Glossary / Loan-to-Value (LTV)
Loan-to-Value (LTV)
LTV is your loan amount divided by your collateral value. It determines how much you can borrow against Bitcoin and when a margin call is triggered.
Loan-to-Value (LTV) is the ratio of your loan amount to the current market value of your Bitcoin collateral. It is the single most important number to understand when taking a Bitcoin-backed loan.
The formula
LTV = Loan Amount ÷ Collateral Value × 100
If you pledge 1 BTC worth $100,000 and borrow $60,000, your LTV is 60%.
Why LTV matters
Lenders set a maximum LTV at origination (typically 50–80%) and a margin call threshold (typically 75–90%). If Bitcoin's price falls and your LTV rises above the margin call threshold, you must either add collateral or repay part of the loan — or the lender may liquidate your Bitcoin.
Initial vs. maintenance LTV
Your initial LTV is set when the loan is originated. Your maintenance LTV is monitored continuously. As Bitcoin's price changes, your maintenance LTV changes too — even though the dollar amount of your loan stays fixed.
Lower LTV = less risk
A 50% LTV means Bitcoin needs to fall 50% before a margin call is triggered. An 80% LTV means even a 15–20% price decline can trigger a margin call. Conservative borrowers typically target 40–50% LTV.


## DIRECTIONS FOR THIS TASK
When a line of the records contains "Settings", copy it.

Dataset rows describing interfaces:

***

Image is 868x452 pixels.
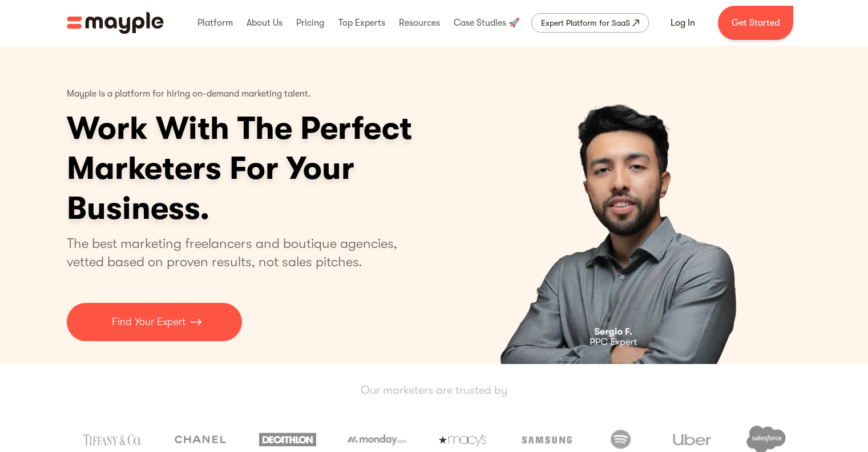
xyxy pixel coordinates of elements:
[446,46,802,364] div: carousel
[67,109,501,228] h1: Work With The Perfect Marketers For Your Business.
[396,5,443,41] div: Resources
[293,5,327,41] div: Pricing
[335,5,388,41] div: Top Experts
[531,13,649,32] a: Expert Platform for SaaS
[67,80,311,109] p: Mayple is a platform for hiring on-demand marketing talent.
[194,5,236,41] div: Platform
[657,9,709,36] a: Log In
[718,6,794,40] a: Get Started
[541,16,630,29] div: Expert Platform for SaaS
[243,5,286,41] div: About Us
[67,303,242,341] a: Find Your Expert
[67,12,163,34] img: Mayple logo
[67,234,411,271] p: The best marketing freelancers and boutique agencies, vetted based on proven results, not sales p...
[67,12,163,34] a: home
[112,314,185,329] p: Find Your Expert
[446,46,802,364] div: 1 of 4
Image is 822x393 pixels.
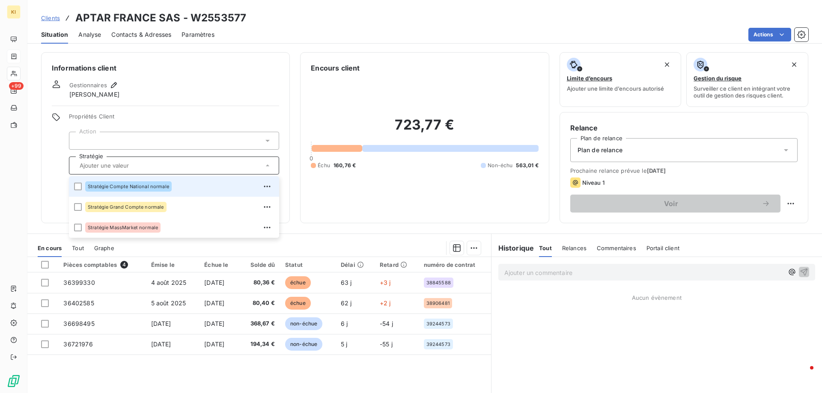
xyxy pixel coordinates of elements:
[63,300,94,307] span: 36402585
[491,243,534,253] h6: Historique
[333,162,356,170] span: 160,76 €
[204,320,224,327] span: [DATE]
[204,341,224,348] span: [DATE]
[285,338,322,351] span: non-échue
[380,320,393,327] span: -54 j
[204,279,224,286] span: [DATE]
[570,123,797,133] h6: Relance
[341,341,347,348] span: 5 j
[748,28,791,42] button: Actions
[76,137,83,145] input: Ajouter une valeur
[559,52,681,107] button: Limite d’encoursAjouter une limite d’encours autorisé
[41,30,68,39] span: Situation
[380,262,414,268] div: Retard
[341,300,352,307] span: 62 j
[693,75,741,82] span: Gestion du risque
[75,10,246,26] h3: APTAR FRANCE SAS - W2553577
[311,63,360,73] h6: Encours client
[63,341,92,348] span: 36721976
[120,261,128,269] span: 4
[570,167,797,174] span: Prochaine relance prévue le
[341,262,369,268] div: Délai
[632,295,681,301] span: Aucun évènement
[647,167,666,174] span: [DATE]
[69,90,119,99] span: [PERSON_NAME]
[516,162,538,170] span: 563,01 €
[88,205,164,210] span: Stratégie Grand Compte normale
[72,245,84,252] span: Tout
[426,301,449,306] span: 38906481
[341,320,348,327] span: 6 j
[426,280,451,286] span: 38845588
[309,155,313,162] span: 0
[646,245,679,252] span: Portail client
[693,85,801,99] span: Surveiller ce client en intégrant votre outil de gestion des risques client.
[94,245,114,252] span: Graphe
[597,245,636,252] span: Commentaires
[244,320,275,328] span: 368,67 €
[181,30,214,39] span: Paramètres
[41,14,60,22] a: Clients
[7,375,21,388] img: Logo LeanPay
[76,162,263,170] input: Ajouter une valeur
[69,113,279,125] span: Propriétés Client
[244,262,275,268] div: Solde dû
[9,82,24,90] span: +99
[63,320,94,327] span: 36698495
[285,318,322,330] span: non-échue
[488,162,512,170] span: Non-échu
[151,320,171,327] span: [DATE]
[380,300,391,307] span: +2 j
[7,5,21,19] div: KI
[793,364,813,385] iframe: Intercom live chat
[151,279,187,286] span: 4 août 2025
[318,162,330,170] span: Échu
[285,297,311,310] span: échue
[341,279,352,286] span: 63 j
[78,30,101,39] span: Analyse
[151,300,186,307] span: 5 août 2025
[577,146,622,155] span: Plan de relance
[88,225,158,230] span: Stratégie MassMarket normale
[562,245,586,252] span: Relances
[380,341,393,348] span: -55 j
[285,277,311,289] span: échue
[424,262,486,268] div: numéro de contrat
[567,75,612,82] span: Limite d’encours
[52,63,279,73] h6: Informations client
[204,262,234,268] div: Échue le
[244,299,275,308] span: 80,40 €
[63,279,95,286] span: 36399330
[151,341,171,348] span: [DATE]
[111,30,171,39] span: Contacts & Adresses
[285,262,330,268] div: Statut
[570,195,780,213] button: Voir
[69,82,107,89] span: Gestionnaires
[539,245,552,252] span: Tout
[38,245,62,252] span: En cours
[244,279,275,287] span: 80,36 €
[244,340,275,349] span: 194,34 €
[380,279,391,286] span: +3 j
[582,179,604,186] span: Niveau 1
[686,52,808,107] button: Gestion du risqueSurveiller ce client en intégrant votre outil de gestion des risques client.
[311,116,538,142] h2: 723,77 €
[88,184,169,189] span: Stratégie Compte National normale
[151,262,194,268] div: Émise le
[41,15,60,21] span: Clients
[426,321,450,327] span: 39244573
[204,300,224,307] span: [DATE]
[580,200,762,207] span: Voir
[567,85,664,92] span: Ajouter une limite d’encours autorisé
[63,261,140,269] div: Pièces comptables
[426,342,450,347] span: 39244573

***

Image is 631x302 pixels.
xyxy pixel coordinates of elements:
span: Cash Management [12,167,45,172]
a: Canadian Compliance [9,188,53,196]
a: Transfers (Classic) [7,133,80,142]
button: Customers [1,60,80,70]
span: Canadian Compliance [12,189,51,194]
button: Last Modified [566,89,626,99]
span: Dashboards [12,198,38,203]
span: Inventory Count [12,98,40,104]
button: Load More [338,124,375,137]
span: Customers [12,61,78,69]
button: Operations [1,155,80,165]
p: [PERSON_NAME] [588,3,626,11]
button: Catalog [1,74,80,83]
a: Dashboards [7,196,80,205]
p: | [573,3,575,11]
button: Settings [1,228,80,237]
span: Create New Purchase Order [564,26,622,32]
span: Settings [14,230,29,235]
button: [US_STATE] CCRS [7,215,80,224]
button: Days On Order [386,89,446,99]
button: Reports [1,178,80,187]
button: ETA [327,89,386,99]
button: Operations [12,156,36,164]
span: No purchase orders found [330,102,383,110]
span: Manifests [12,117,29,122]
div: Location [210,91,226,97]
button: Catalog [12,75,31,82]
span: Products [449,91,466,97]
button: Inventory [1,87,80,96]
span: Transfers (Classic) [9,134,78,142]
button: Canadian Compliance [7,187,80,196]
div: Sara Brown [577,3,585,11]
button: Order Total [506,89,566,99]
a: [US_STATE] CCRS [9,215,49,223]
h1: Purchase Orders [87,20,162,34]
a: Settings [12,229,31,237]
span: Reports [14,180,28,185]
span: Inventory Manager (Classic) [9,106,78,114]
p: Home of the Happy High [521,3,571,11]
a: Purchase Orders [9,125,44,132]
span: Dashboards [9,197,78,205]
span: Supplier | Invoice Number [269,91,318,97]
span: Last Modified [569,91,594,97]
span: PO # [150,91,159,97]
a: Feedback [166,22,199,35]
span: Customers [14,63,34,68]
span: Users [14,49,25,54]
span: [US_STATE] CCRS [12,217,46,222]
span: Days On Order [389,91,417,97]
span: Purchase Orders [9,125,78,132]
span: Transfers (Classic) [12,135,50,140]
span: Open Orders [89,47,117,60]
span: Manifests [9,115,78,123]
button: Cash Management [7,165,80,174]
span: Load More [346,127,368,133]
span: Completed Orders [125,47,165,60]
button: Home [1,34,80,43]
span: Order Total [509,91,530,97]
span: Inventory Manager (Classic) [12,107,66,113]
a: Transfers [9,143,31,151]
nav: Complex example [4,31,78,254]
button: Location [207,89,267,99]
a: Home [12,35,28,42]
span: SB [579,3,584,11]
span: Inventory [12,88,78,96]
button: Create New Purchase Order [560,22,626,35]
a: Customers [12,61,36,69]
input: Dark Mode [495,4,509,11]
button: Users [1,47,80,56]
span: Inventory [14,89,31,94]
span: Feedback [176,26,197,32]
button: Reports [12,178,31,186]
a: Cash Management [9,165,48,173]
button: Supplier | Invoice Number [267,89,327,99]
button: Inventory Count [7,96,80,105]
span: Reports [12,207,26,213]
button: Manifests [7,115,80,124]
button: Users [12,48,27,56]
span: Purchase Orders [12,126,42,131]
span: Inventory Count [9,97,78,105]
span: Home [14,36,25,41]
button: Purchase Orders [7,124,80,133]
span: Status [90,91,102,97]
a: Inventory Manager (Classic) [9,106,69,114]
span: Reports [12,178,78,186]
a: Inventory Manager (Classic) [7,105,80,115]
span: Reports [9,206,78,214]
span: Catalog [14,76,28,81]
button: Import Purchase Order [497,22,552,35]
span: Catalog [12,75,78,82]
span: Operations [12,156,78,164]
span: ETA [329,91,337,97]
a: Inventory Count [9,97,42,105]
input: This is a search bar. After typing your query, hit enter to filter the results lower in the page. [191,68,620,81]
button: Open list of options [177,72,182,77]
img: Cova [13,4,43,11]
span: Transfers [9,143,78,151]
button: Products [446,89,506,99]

***

## EXERCISE OUTPUT
button: Settings [1,228,80,237]
span: Settings [14,230,29,235]
a: Settings [12,229,31,237]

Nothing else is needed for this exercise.